The Department of Justice, the Securities and Exchange Commission, the Office of Foreign Assets Control and the Department of Financial Services in New York are conducting investigations in relation to Swedbank's historical anti-money-laundering and counter-terrorist financing work and information disclosures, the Swedish lender said Feb. 2 in its fourth-quarter results.
Swedbank previously disclosed that multiple U.S. authorities were carrying out probes but the lender did not name them for legal reasons, spokeswoman Unni Jerndal had told Reuters.
"The U.S. investigations are ongoing," CEO Jens Henriksson said on an earnings call. "They are in different phases and we can still not estimate any potential fines or when the investigations will be concluded."

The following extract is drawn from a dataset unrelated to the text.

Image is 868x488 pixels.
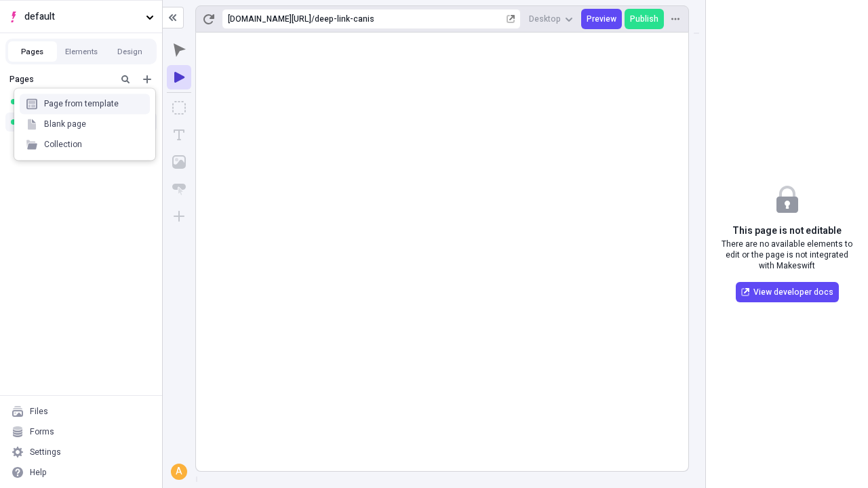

The bank expects AML-related investigation costs to rise to 500 million kronor in 2022, from about 350 million kronor in 2021, CFO Anders Karlsson said on the call.
"This is our best estimate, but we are not in the driver's seat," Karlsson said, adding that the final cost will depend on how the U.S. investigations develop.
Swedbank was found in 2020 to have processed high-risk payment transactions of roughly €37 billion between 2014 and 2019 through its Baltics operations, according to an investigation by law firm Clifford Chance commissioned by the bank. The probe furthermore found that transactions totaling approximately $4.8 million may constitute a potential breach of U.S. sanctions.
Swedbank received a 4 billion kronor fine from Sweden's financial regulator in March 2020 for "serious deficiencies in its measures to combat money laundering" in its Baltic operations. Henriksson acknowledged then the shortcomings observed by the regulator, saying they would be "managed and remedied without delay."
As of Feb. 1, US$1 was equivalent to 9.28 Swedish kronor.